Among other effects of the economic environment, McGlinn noted a "greater exposure of data to senior leadership," which has taken heightened interest in travel expenses—and increased support for curbing them.
Visa senior business leader of travel services Ann Kloepfer said management has taken a more active role in meetings and events. "Senior management has taken a very active role. We have an attendance report that goes up to senior management every Friday for upcoming trade shows and events and they're actually looking at how many Visa employees are attending an event, whereas a year ago that never would have been the case."
Several buyers discussed demand management in action, as they have modified booking tools to ask travelers about the necessity of a trip or offer alternatives to the journey before proceeding to booking.
Among those in attendance during a breakout session on change management, several said they have recently put such enhancements in place, including PricewaterhouseCoopers' McGlinn. "When you go into our online booking tool and someone puts in their destination, it will pop immediately and ask them could they potentially be using one of our virtual meeting tools instead of taking the trip," McGlinn said.
Even before the company instituted that change, PwC said virtual meetings increased 79 percent, which in some cases have helped curb travel. "Our virtual meetings have increased significantly over the last several years and our travel transactions have been declining—not at the exact same rate, but there is a correlation."

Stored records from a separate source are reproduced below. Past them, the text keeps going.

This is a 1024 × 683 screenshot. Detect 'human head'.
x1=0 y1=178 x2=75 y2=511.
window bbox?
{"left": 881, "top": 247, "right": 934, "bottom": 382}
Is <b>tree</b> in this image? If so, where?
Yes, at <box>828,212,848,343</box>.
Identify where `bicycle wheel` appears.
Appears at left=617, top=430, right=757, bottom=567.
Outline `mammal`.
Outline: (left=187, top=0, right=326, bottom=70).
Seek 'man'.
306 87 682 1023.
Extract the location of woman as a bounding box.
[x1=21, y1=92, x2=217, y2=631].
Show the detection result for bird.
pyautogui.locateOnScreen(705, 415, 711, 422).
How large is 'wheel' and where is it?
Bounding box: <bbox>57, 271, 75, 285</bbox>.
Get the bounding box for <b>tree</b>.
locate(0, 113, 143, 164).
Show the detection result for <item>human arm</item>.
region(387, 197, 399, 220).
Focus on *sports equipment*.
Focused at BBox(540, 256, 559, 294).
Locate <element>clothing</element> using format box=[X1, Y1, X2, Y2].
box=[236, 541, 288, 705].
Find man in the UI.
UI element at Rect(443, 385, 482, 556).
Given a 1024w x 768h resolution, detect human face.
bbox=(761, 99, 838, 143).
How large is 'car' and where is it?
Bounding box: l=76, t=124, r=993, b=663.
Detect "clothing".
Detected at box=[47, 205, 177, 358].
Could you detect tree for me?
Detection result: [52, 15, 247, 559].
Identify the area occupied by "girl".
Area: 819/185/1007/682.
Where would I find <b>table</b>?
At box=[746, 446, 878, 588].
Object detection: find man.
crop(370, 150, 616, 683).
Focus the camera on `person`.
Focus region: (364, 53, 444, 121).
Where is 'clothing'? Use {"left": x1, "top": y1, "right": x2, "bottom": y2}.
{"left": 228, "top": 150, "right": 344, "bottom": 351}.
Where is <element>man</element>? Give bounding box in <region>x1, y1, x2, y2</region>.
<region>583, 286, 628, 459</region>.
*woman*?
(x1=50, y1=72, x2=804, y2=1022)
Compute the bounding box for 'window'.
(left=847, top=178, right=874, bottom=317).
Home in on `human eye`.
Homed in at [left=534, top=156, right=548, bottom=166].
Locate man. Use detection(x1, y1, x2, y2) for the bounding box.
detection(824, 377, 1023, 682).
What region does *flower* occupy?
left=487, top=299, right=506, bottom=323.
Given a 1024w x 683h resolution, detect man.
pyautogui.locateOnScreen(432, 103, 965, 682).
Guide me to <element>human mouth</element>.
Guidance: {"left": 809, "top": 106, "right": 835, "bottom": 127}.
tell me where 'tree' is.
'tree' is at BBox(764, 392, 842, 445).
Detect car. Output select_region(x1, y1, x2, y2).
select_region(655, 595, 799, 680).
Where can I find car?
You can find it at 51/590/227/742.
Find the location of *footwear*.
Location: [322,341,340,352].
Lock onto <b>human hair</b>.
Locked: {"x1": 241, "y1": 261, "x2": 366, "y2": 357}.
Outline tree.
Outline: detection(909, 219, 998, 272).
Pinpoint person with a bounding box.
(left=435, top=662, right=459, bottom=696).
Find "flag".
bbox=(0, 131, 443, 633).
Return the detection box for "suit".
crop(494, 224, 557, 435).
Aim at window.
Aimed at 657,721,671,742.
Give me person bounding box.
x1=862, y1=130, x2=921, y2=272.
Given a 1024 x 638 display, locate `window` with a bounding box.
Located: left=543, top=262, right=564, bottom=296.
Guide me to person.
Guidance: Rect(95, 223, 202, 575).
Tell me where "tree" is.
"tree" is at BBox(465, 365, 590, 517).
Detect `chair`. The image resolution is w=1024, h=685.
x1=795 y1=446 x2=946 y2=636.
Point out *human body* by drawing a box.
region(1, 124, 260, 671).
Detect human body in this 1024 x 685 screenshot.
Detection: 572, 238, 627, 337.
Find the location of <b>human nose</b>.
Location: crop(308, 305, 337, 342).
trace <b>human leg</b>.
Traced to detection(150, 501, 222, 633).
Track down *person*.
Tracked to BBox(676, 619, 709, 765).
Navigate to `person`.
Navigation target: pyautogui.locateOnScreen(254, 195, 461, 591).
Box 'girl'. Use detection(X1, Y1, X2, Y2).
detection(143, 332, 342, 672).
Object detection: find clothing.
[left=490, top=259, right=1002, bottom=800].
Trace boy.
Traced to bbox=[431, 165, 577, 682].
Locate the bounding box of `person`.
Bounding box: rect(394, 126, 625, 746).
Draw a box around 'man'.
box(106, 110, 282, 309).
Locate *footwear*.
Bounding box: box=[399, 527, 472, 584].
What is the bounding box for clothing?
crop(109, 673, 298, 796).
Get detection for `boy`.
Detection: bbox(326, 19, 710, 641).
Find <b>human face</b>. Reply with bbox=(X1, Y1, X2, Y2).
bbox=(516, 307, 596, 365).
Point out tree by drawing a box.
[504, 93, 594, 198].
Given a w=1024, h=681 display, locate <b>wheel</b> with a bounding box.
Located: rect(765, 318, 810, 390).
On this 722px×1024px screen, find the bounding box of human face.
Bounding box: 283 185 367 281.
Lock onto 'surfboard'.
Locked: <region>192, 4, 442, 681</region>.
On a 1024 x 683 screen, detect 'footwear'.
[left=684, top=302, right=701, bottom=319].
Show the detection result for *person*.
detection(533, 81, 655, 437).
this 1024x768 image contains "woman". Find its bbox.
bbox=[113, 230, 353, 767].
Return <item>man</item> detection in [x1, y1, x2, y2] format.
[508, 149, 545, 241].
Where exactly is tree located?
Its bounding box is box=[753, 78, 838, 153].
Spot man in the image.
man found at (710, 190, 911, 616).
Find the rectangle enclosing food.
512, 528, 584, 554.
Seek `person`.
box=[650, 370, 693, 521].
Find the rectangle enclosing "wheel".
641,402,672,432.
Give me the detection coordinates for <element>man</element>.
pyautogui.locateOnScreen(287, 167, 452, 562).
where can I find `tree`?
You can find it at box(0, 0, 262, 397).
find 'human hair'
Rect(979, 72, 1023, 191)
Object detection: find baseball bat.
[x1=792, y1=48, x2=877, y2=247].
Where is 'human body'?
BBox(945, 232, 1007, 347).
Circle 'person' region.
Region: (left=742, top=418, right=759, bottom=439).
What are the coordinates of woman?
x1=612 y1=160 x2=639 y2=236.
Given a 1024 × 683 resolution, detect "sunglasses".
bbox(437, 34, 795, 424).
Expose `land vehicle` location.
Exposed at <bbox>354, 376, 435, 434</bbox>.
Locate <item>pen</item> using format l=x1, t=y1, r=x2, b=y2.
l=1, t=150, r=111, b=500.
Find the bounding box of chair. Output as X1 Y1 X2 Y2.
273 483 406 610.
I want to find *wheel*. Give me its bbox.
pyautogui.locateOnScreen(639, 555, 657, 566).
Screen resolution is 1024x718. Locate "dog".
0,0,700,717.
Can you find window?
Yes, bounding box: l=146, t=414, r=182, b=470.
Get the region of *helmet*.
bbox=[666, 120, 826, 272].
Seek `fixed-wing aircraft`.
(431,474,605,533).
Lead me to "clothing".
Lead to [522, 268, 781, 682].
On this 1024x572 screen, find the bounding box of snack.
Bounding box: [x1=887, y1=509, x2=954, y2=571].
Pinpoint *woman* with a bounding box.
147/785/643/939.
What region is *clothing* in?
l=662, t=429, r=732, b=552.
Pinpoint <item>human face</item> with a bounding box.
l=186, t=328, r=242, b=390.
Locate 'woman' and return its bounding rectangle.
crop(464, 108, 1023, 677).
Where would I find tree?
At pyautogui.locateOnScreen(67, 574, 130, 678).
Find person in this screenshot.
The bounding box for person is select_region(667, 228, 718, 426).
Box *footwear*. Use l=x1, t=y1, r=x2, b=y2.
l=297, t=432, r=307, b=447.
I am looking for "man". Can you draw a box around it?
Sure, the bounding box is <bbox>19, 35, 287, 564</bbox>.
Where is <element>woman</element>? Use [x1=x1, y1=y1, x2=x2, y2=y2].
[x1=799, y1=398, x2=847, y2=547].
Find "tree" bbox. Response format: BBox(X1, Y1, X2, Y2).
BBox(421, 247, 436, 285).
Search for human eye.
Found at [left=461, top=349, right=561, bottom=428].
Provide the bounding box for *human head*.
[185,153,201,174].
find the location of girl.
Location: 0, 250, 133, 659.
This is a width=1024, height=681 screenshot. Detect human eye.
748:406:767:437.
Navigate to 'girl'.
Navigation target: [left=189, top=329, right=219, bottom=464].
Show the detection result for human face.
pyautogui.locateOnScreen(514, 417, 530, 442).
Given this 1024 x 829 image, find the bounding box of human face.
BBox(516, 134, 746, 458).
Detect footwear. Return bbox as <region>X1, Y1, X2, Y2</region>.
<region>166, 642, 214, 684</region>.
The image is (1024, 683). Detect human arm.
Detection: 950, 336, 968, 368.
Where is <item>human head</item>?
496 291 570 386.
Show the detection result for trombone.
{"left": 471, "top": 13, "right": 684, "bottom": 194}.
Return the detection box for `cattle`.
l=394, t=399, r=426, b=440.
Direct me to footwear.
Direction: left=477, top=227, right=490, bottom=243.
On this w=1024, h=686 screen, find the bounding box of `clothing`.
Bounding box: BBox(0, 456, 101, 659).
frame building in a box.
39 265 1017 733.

Schering-Plough's Allen said the company also has been pushing remote conferencing options, though he has seen more evidence of those options supplementing, rather than supplanting, travel.
"We've had a push for alternatives to travel in the last three years," Allen said. "The interesting thing is we wanted to see if there was an inverse relationship where the use of those alternatives goes up and travel transactions come down. What we found was, even though those alternatives were going up, our travel transactions were going up as well. I think it's a good thing. I don't know how much of that is offsetting travel or just increasing interaction between our colleagues."
Though Pirnat noted that newfound empowerment among buyers to change and enforce travel policy is "great news from a buyer perspective," he noted, "From a supplier side, it's disconcerting."
Several suppliers presenting at the conference shared that view, as representatives from Travelport, Continental Airlines and Marriott all discussed the corporate demand hit and its impact on deteriorating transactions.
Schering-Plough's Allen said increased scrutiny is not limited to what are considered high-ticket items like air tickets, but filtering into every component of the trip.
"Air only makes up 20 percent of our T&E costs," Allen said. "To look at air only would never get us to our goal, so we certainly look at every piece, and our partners are helping us take a look at all components across the board and what a total trip cost really looks like." Allen said such actions include "pushing people towards" lower-tier hotel options.
"Through policy changes, we've eliminated some car services previously seen as an entitlement within our organization," Allen said. "Even our restaurant spending—we're taking a real close look at where people are eating and what we're spending on it because it's a large component. When you put that number in front of the CFO and look at how much you're spending at restaurants in our industry—and it's necessary to some degree—it's a big number, but it's also a big opportunity."